In another letter James elaborates: “Suffice it for the present that I am perhaps just a wee bit disappointed in the breadth of the celebrated nuptial night scene….” Does he mean it’s too long or too short? Too detailed or not specific enough?

Would James have been happier if Sainty had insisted on his conjugal rights? If, improbably, he had raped Cissy? But that would have been another novel and another character. It seems almost ludicrous that Wharton and James, who may have both been virgins at this point, should be bullying Sturgis about his lack of heterosexual expertise.

Amazingly, James writes in a later letter, “Start next year another book and let me anonymously collaborate.” This is the same strange offer he made to several other writer friends, so certain was James that he alone knew how to write a proper novel. Still, in spite of all his objections, James predicts that the book, which was “never for a moment dull,” would be a roaring success—a dubious compliment since he was certain that the public was ignorant (“no one notices or understands anything, and no one will make a single intelligent or intelligible observation about your work”). But even so James can’t resist adding that Sainty lacks a self and that as a result the reader keeps asking, “To whom is it happening?”

This criticism was sufficiently damning that Sturgis threatened to withdraw the book from publication. James shrieked:

If you think of anything so insane you will break my heart and bring my grey hairs, the few that are left me, in sorrow and shame to the grave.

Repeatedly James assures him that the book would be very successful with the British public (which he calls “the BP”).

It wasn’t. Typically the TLS wrote that Belchamber “is a literary work rather than a work of literature,” which presumably means it was uninspired and unpersuasive if carefully elaborated. The other critics were equally harsh, objecting to Cissy as a disagreeable woman and Sainty as a weakling, and the book sank quickly out of sight. It had to wait until the 1930s, a decade and more after Sturgis’s death, to be hailed as a classic by E.M. Forster in an essay he collected in Abinger Harvest. One critic, George Thomson, even argues that Sturgis may have influenced Forster’s earliest fiction. Thomson points out that Belchamber is intimate (in its direct access to the pathos of Sainty’s feelings) and ironic (in its satirical portraiture of most of the other characters). Thomson argues that Forster adopted the ironic tone but rejected being on an intimate footing with the main characters—what we might call “doting.” Forster never dotes on his characters but rather treats them all with a bracing dose of ironic distance.

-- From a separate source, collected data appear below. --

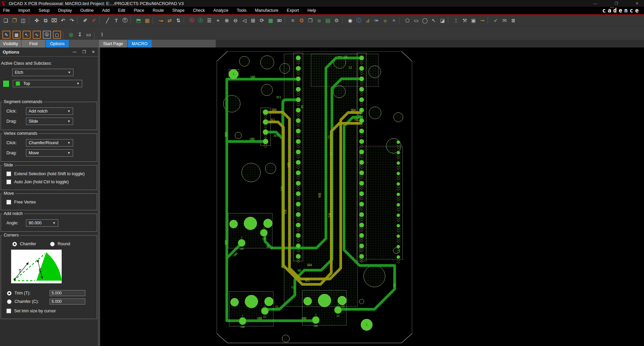 This screenshot has height=346, width=644. I want to click on place-ic-icon: ▦, so click(147, 21).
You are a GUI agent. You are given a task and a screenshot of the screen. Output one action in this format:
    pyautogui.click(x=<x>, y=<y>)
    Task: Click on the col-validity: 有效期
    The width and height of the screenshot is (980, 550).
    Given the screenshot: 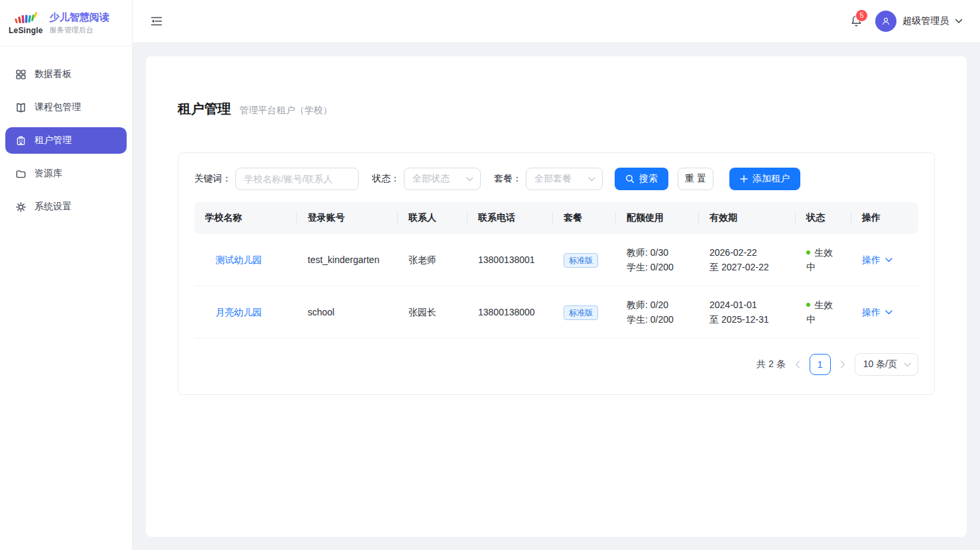 What is the action you would take?
    pyautogui.click(x=747, y=218)
    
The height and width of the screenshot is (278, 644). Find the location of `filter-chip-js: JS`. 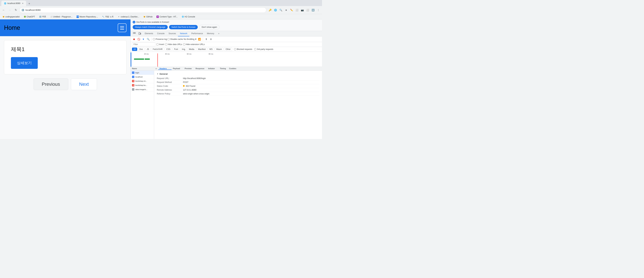

filter-chip-js: JS is located at coordinates (148, 49).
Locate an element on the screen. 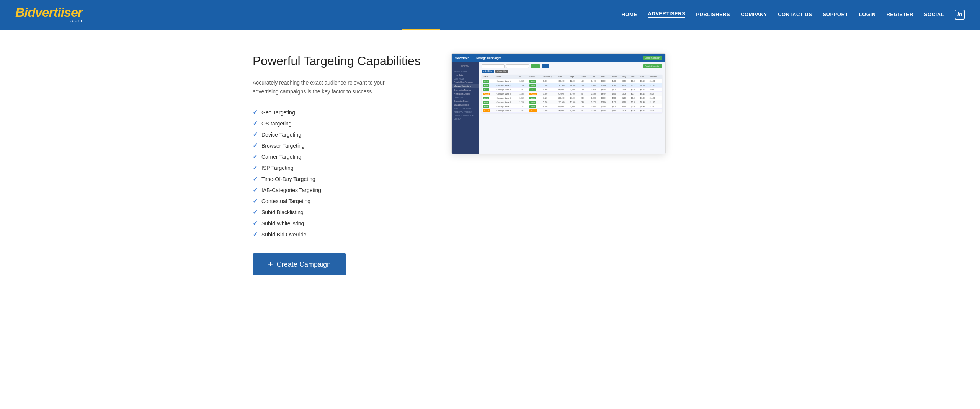  mock-create-btn: Create Campaign is located at coordinates (652, 58).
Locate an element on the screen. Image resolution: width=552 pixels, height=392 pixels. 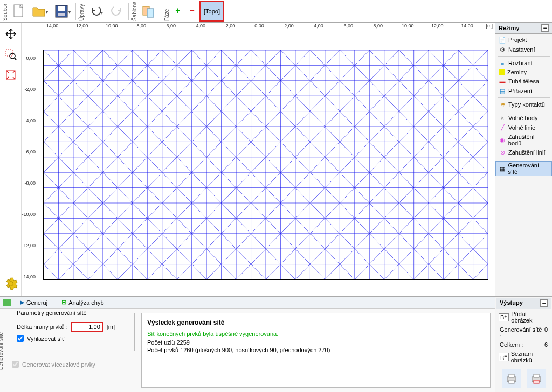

Santayana was clearly influenced by Belchamber in The Last Puritan, “a memoir in the form of a novel” that he took forty years to write. By 1966 the anonymous reviewer of the TLS was calling a reissue of Belchamber “a remarkable book.” The supporting cast, the reviewer wrote, “was a collection of deplorable though intensely lifelike characters, which include some of the most appalling women to be encountered in all fiction.” In fact they seem no worse than the women in the slightly later Guermantes Way.

After Belchamber Sturgis wrote almost nothing except a short story in which a younger writer is severely criticized by his imperious mentor and commits suicide. In the story, “The China Pot,” a stand-in for James called John Throckmorton lets slip several half-uttered but damning criticisms of an unfinished novel by Sturgis’s double, Jimmy. Mortally wounded, Jimmy withdraws from society. He cannot go on living while knowing that his hero, Throckmorton, thinks he is talentless. He kills himself. At the funeral Throckmorton pretends that he can’t fathom why Jimmy, who had “everything,” would have committed suicide. Jimmy’s best friend also pretends out of politeness to be mystified.

In real life Sturgis was much more sanguine about giving up his writing career. His friend A.C. Benson said that he thought Sturgis had all the makings of a great writer except the drive. Perhaps he was right. Though Sturgis ran through his fortune and fell on hard times toward the end of his life (he even proposed that Santayana live with him as a paying guest), he still seemed to be enjoying himself. He told Wharton after he underwent unsuccessful surgery for cancer, “I’m enjoying dying very much.”